Any student of labour and trade union studies will understand the nature of the global division of labour, and of the re-occuring displacement of migrant labour as a dominant feature of this. International sports events rely heavily on this fragmented, dispossessed underclass - the 'new helots' as defined by Robin Cohen in his profound analysis of migrants as a feature of globalisation (http://tinyurl.com/qg86q5y) reprising the degraded state of the slaves of Sparta in classical antiquity.
In Sunday's Obsever Nick Cohen (http://tinyurl.com/nrvgcwb) applied in a profound sense the notion of the new helot to the migrant workers toiling to build the new ground/facilities for the 2022 world cup in Qatar and the appalling conditions they face. The story is a prominent feature in today's Guardian (http://tinyurl.com/o7cbcqs) and has become a major campaign of the ITUC, TUC etc.

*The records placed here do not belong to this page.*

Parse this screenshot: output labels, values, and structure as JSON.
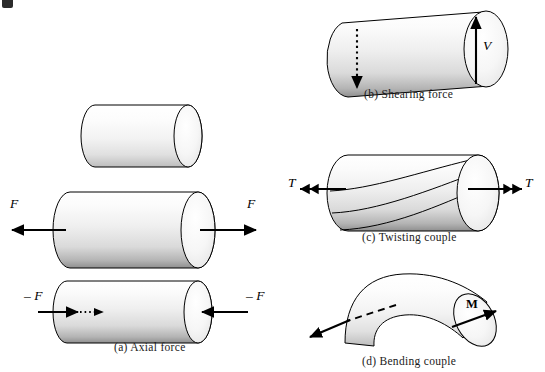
{
  "figure": {
    "background_color": "#ffffff",
    "line_color": "#000000",
    "shade_light": "#fdfdfd",
    "shade_mid": "#e8e8e8",
    "shade_dark": "#9a9a9a"
  },
  "panels": {
    "a": {
      "caption": "(a)  Axial force",
      "unloaded": {
        "name": "unloaded-bar"
      },
      "tension": {
        "left_label": "F",
        "right_label": "F",
        "arrow_direction_left": "left",
        "arrow_direction_right": "right"
      },
      "compression": {
        "left_label": "– F",
        "right_label": "– F",
        "arrow_direction_left": "right",
        "arrow_direction_right": "left",
        "interior_marker": "dotted-arrow"
      }
    },
    "b": {
      "caption": "(b)  Shearing force",
      "label": "V",
      "front_arrow_direction": "up",
      "hidden_arrow_direction": "down",
      "hidden_arrow_style": "dotted"
    },
    "c": {
      "caption": "(c)  Twisting couple",
      "left_label": "T",
      "right_label": "T",
      "arrow_style": "double-headed",
      "helix_line_count": 3
    },
    "d": {
      "caption": "(d)  Bending couple",
      "label": "M",
      "right_arrow_style": "solid-diagonal",
      "left_arrow_style": "dashed-to-solid"
    }
  }
}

Sadly the plight of migrant workers in Qatar is nothing new in the global race to build better, bigger stadia for international sporting events, either as a measure of hubris - as indicative of the billions spent by Putin for the winter Olympics in Sochi - or more simply to rake in vast streams of revenue from advertising, ticket sales, tourism etc.

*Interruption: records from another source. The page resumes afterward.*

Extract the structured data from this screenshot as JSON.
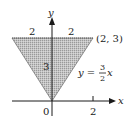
{
  "diagram": {
    "axes": {
      "x_label": "x",
      "y_label": "y",
      "origin_label": "0",
      "x_tick_label": "2"
    },
    "region": {
      "shape": "triangle",
      "vertices": [
        [
          -2,
          3
        ],
        [
          2,
          3
        ],
        [
          0,
          0
        ]
      ],
      "fill": "#bdbdbd",
      "pattern": "stippled"
    },
    "labels": {
      "top_left_width": "2",
      "top_right_width": "2",
      "height": "3",
      "vertex": "(2, 3)",
      "line_eq_prefix": "y =",
      "line_eq_num": "3",
      "line_eq_den": "2",
      "line_eq_var": "x"
    },
    "colors": {
      "ink": "#1a1a1a",
      "shade": "#bdbdbd",
      "background": "#ffffff"
    }
  }
}
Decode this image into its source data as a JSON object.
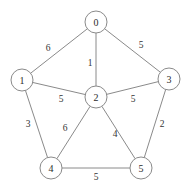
{
  "chart_data": {
    "type": "diagram",
    "title": "",
    "graph_kind": "undirected weighted graph",
    "background_color": "#ffffff",
    "edge_color": "#8a8a8a",
    "node_fill": "#ffffff",
    "node_stroke": "#8a8a8a",
    "label_color": "#2b2b2b",
    "node_radius": 11,
    "nodes": [
      {
        "id": "0",
        "label": "0",
        "x": 96,
        "y": 22
      },
      {
        "id": "1",
        "label": "1",
        "x": 22,
        "y": 80
      },
      {
        "id": "2",
        "label": "2",
        "x": 96,
        "y": 97
      },
      {
        "id": "3",
        "label": "3",
        "x": 169,
        "y": 79
      },
      {
        "id": "4",
        "label": "4",
        "x": 51,
        "y": 168
      },
      {
        "id": "5",
        "label": "5",
        "x": 141,
        "y": 168
      }
    ],
    "edges": [
      {
        "from": "0",
        "to": "1",
        "weight": "6",
        "lx": 48,
        "ly": 48
      },
      {
        "from": "0",
        "to": "2",
        "weight": "1",
        "lx": 90,
        "ly": 63
      },
      {
        "from": "0",
        "to": "3",
        "weight": "5",
        "lx": 141,
        "ly": 45
      },
      {
        "from": "1",
        "to": "2",
        "weight": "5",
        "lx": 61,
        "ly": 99
      },
      {
        "from": "1",
        "to": "4",
        "weight": "3",
        "lx": 28,
        "ly": 124
      },
      {
        "from": "2",
        "to": "3",
        "weight": "5",
        "lx": 133,
        "ly": 99
      },
      {
        "from": "2",
        "to": "4",
        "weight": "6",
        "lx": 65,
        "ly": 128
      },
      {
        "from": "2",
        "to": "5",
        "weight": "4",
        "lx": 115,
        "ly": 134
      },
      {
        "from": "3",
        "to": "5",
        "weight": "2",
        "lx": 162,
        "ly": 124
      },
      {
        "from": "4",
        "to": "5",
        "weight": "5",
        "lx": 96,
        "ly": 177
      }
    ]
  }
}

The conditions facing workers in Qatar are particulary horrendous and as reported across the global media workers face also the challenge of overcoming particularly pernicious immigration and employment laws which effectively make a worker the property of an employer and curtail the capacity of a worker to leave the country as means to escape exploitation. The footballer Abdeslam Ouaddou appears in the video clip above describing his own ordeal of being forced to stay in the kingdom following a dispute about his contract.
It appears that other factors (the heat: http://tinyurl.com/lqntt8g) may well spoil the ambitions of the Qatari royal family in hosting the games but I urge you to support the ITUC campaign (http://www.ituc-csi.org/fifa-to-discuss-moving-qatar-2022) and force the games from Qatar sending an unequivocal message that the abuse of workers for state-sponsored events will not go unchallenged.
In closing this post I am reminded of the quote from Bill Shankley about football being more important than life and death. Sadly, for far too many workers in the global economy, football, and the inordinate wealth wrapped around and within so many other sports create the conditions within which life and death become stark features of their daily lives.